Lillian’s head snapped back. “I don’t believe it.”
“One of Buzetti’s dealers. The one named Vincente.”
She stood up and put a chair between them, her hands clenched on its back. Finally, she said, “You came here to straighten Byron out. Instead you’re doing the same—” She bit off what she was about to say. “How could you?”
“It was to save a worker,” he said, not sure exactly whose life it was he’d saved, knowing only that Vincente had twenty shells left in his magazine when his head bounced against the floor.
“You killed somebody,” she said, crying it aloud.

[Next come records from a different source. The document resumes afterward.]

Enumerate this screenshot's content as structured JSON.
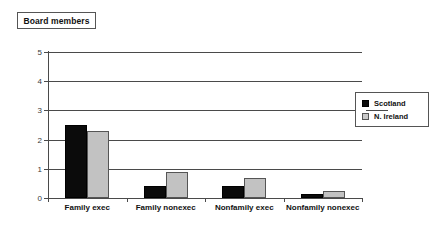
{
  "title": {
    "label": "Board members"
  },
  "legend": {
    "position": "right",
    "entries": [
      {
        "label": "Scotland",
        "swatch": "black-square-icon",
        "color": "#0b0b0b"
      },
      {
        "label": "N. Ireland",
        "swatch": "gray-square-icon",
        "color": "#c2c2c2"
      }
    ]
  },
  "axes": {
    "y_ticks": [
      "0",
      "1",
      "2",
      "3",
      "4",
      "5"
    ],
    "x_labels": [
      "Family exec",
      "Family nonexec",
      "Nonfamily exec",
      "Nonfamily nonexec"
    ]
  },
  "chart_data": {
    "type": "bar",
    "title": "Board members",
    "xlabel": "",
    "ylabel": "",
    "ylim": [
      0,
      5
    ],
    "yticks": [
      0,
      1,
      2,
      3,
      4,
      5
    ],
    "grid": true,
    "legend_position": "right",
    "categories": [
      "Family exec",
      "Family nonexec",
      "Nonfamily exec",
      "Nonfamily nonexec"
    ],
    "series": [
      {
        "name": "Scotland",
        "color": "#0b0b0b",
        "values": [
          2.5,
          0.4,
          0.4,
          0.13
        ]
      },
      {
        "name": "N. Ireland",
        "color": "#c2c2c2",
        "values": [
          2.3,
          0.9,
          0.67,
          0.25
        ]
      }
    ]
  }
}
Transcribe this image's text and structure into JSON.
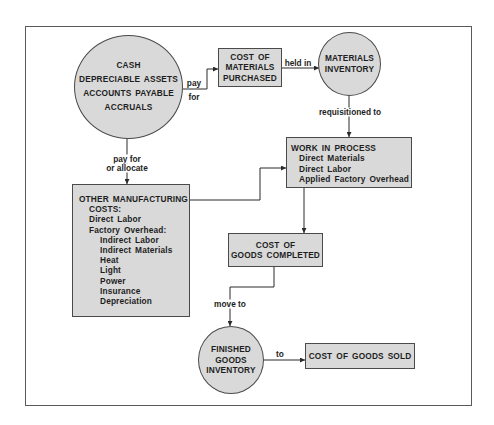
{
  "colors": {
    "node_fill": "#d9d9d9",
    "node_border": "#4a4a4a",
    "frame": "#5a5a5a",
    "text": "#1e1e1e",
    "background": "#ffffff"
  },
  "nodes": {
    "sources": {
      "shape": "circle",
      "lines": [
        "CASH",
        "DEPRECIABLE ASSETS",
        "ACCOUNTS PAYABLE",
        "ACCRUALS"
      ]
    },
    "cost_of_materials_purchased": {
      "shape": "box",
      "lines": [
        "COST OF",
        "MATERIALS",
        "PURCHASED"
      ]
    },
    "materials_inventory": {
      "shape": "circle",
      "lines": [
        "MATERIALS",
        "INVENTORY"
      ]
    },
    "work_in_process": {
      "shape": "box",
      "title": "WORK IN PROCESS",
      "items": [
        "Direct Materials",
        "Direct Labor",
        "Applied Factory Overhead"
      ]
    },
    "other_manufacturing_costs": {
      "shape": "box",
      "title_lines": [
        "OTHER MANUFACTURING",
        "COSTS:"
      ],
      "direct_labor": "Direct Labor",
      "overhead_label": "Factory Overhead:",
      "overhead_items": [
        "Indirect Labor",
        "Indirect Materials",
        "Heat",
        "Light",
        "Power",
        "Insurance",
        "Depreciation"
      ]
    },
    "cost_of_goods_completed": {
      "shape": "box",
      "lines": [
        "COST OF",
        "GOODS COMPLETED"
      ]
    },
    "finished_goods_inventory": {
      "shape": "circle",
      "lines": [
        "FINISHED",
        "GOODS",
        "INVENTORY"
      ]
    },
    "cost_of_goods_sold": {
      "shape": "box",
      "lines": [
        "COST OF GOODS SOLD"
      ]
    }
  },
  "edges": [
    {
      "from": "sources",
      "to": "cost_of_materials_purchased",
      "label_lines": [
        "pay",
        "for"
      ]
    },
    {
      "from": "cost_of_materials_purchased",
      "to": "materials_inventory",
      "label_lines": [
        "held in"
      ]
    },
    {
      "from": "materials_inventory",
      "to": "work_in_process",
      "label_lines": [
        "requisitioned to"
      ]
    },
    {
      "from": "sources",
      "to": "other_manufacturing_costs",
      "label_lines": [
        "pay for",
        "or allocate"
      ]
    },
    {
      "from": "other_manufacturing_costs",
      "to": "work_in_process",
      "label_lines": []
    },
    {
      "from": "work_in_process",
      "to": "cost_of_goods_completed",
      "label_lines": []
    },
    {
      "from": "cost_of_goods_completed",
      "to": "finished_goods_inventory",
      "label_lines": [
        "move to"
      ]
    },
    {
      "from": "finished_goods_inventory",
      "to": "cost_of_goods_sold",
      "label_lines": [
        "to"
      ]
    }
  ]
}
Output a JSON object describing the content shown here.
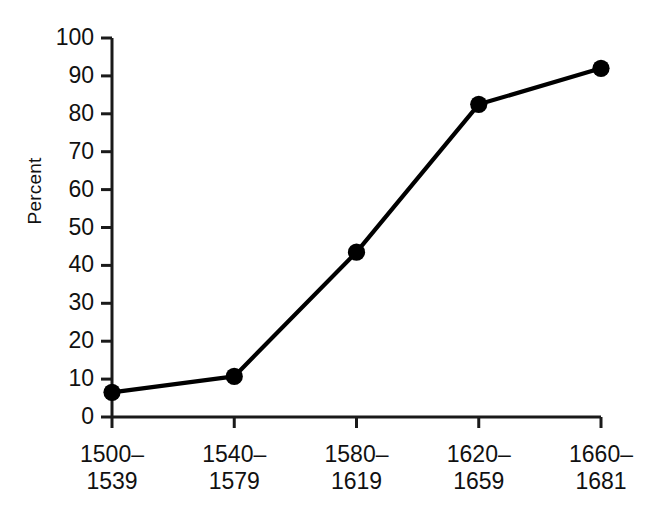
{
  "chart_data": {
    "type": "line",
    "title": "",
    "subtitle": "",
    "xlabel": "",
    "ylabel": "Percent",
    "categories": [
      "1500–1539",
      "1540–1579",
      "1580–1619",
      "1620–1659",
      "1660–1681"
    ],
    "category_lines": [
      {
        "line1": "1500–",
        "line2": "1539"
      },
      {
        "line1": "1540–",
        "line2": "1579"
      },
      {
        "line1": "1580–",
        "line2": "1619"
      },
      {
        "line1": "1620–",
        "line2": "1659"
      },
      {
        "line1": "1660–",
        "line2": "1681"
      }
    ],
    "values": [
      6.5,
      10.7,
      43.5,
      82.5,
      92.0
    ],
    "ylim": [
      0,
      100
    ],
    "ytick_labels": [
      "100",
      "90",
      "80",
      "70",
      "60",
      "50",
      "40",
      "30",
      "20",
      "10",
      "0"
    ],
    "ytick_values": [
      100,
      90,
      80,
      70,
      60,
      50,
      40,
      30,
      20,
      10,
      0
    ],
    "grid": false,
    "legend": null,
    "legend_position": "none",
    "marker": "filled-circle",
    "series_color": "#000000"
  }
}
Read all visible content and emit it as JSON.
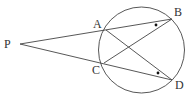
{
  "diagram": {
    "type": "geometry",
    "circle": {
      "cx": 141.5,
      "cy": 50,
      "r": 43
    },
    "points": {
      "P": {
        "label": "P",
        "x": 20,
        "y": 44,
        "lx": 4,
        "ly": 48
      },
      "A": {
        "label": "A",
        "x": 106,
        "y": 30,
        "lx": 93,
        "ly": 28
      },
      "B": {
        "label": "B",
        "x": 172,
        "y": 19,
        "lx": 174,
        "ly": 16
      },
      "C": {
        "label": "C",
        "x": 104,
        "y": 63,
        "lx": 92,
        "ly": 74
      },
      "D": {
        "label": "D",
        "x": 172,
        "y": 80,
        "lx": 175,
        "ly": 89
      }
    },
    "segments": [
      {
        "from": "P",
        "to": "B"
      },
      {
        "from": "P",
        "to": "D"
      },
      {
        "from": "A",
        "to": "D"
      },
      {
        "from": "C",
        "to": "B"
      }
    ],
    "angle_marks": [
      {
        "at": "B",
        "style": "dot",
        "x": 156,
        "y": 25
      },
      {
        "at": "D",
        "style": "dot",
        "x": 158,
        "y": 73
      }
    ],
    "colors": {
      "stroke": "#444444",
      "text": "#333333",
      "background": "#ffffff"
    }
  }
}
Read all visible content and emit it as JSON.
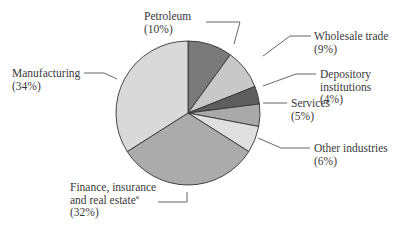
{
  "chart_data": {
    "type": "pie",
    "title": "",
    "start_angle_deg": 0,
    "direction": "clockwise",
    "slices": [
      {
        "label": "Petroleum",
        "pct_label": "(10%)",
        "value": 10,
        "color": "#7a7a7a"
      },
      {
        "label": "Wholesale trade",
        "pct_label": "(9%)",
        "value": 9,
        "color": "#c8c8c8"
      },
      {
        "label": "Depository institutions",
        "pct_label": "(4%)",
        "value": 4,
        "color": "#5e5e5e"
      },
      {
        "label": "Services",
        "pct_label": "(5%)",
        "value": 5,
        "color": "#a9a9a9"
      },
      {
        "label": "Other industries",
        "pct_label": "(6%)",
        "value": 6,
        "color": "#e0e0e0"
      },
      {
        "label": "Finance, insurance and real estateª",
        "pct_label": "(32%)",
        "value": 32,
        "color": "#ababab"
      },
      {
        "label": "Manufacturing",
        "pct_label": "(34%)",
        "value": 34,
        "color": "#d9d9d9"
      }
    ],
    "label_lines": {
      "Petroleum": [
        "Petroleum",
        "(10%)"
      ],
      "Wholesale trade": [
        "Wholesale trade",
        "(9%)"
      ],
      "Depository institutions": [
        "Depository",
        "institutions",
        "(4%)"
      ],
      "Services": [
        "Services",
        "(5%)"
      ],
      "Other industries": [
        "Other industries",
        "(6%)"
      ],
      "Finance, insurance and real estateª": [
        "Finance, insurance",
        "and real estateª",
        "(32%)"
      ],
      "Manufacturing": [
        "Manufacturing",
        "(34%)"
      ]
    }
  }
}
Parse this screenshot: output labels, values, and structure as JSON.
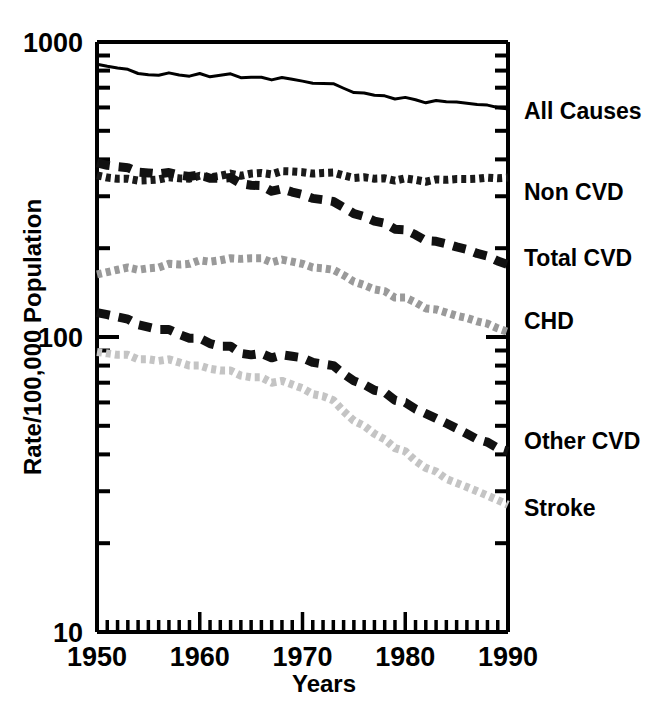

He held out his arms to her, but she looked to the lamp on the table. Then she turned down the wick, and he felt his real self disappearing, turning to a brown smudge in the background of her life, a monochrome outline of who he used to be.
The mill manager’s boots broke ice in the mud holes on his way to the office the next morning. Before he passed in front of the commissary, he heard a noise in the canal, an inboard motor popping along as a bateau arrowed up to the mill’s flotilla of skiffs. In it were three men wearing dark fedoras and overcoats. He went out to meet them and helped a stoop-shouldered lawman wearing an enormous mustache get out of the boat. On his left breast under his coat wa
s a small gold star inlaid with what seemed to be diamonds and rubies. The man’s face was soft, his features rounded like those of a statue left for centuries out in the rain. Behind him was a cross-eyed deputy, and last, behind the engine, sat Merville, who looked sleepy and sick, one eye stuck shut from the windy ride. When everyone was standing on the bank and stretching out their legs, Sheriff LaBat poked his hat back with a finger and looked at the mill manager. “Did you kill that dago?”
Suddenly out of breath, Randolph looked around at the mill, his kingdom, as though someone had come to take it from him. “Yes,” he answered.
The sheriff caught his eye and held it. “Why’d you do it?”
Again there was a flash of panic in his chest, and he began to imagine a trial, a long line of lawyers, the expense and worry. Finally, he said, “He was firing a pistol at a roomful of my workers.”
The sheriff spat next to his own foot. “That damned Luger with the snail-drum clip?”
“Yes.”
“How many’d he hit before you nailed him?”
“Three.”
At that point, the sheriff looked past the mill manager, over to the schoolhouse. He sucked in his lower lip and bit it. “Would you mind if I put a little five-by-five stand over behind that building? You know, kind of a polling booth for elections? Something to keep the ballot box in?” He put a hand on Randolph’s shoulder and clamped it tight. The smell of tobacco and gasoline flooded around them.
The mill manager looked behind him and then at the lawman’s expensive badge. “Well, you could do that.”
The sheriff nodded. “Your constable, maybe he could register everybody eligible to vote if I sent him the forms? You got maybe a little spare lumber around here to build it? Some number three shingles, maybe?”
“Yes, of course.”
“And carpenters?” the sheriff asked, closing his little hand more tightly on Randolph’s shoulder and bumping against him with his pot belly.
“I’ve got carpenters,” he said hoarsely.
The sheriff turned him loose and clapped him on the back. “You look like this is the first one you put in the ground.” He stepped back into the boat, and the cross-eyed deputy started the engine. “You ought to have my job.” The mill manager saw that the deputy wore a shield badge, but it was pinned on upside down. The boat backed out from the knife cut it had made in the mud bank, away into the leaf-stained canal, leaving Merville on the bank making a hand-rolled cigarette and shaking his head.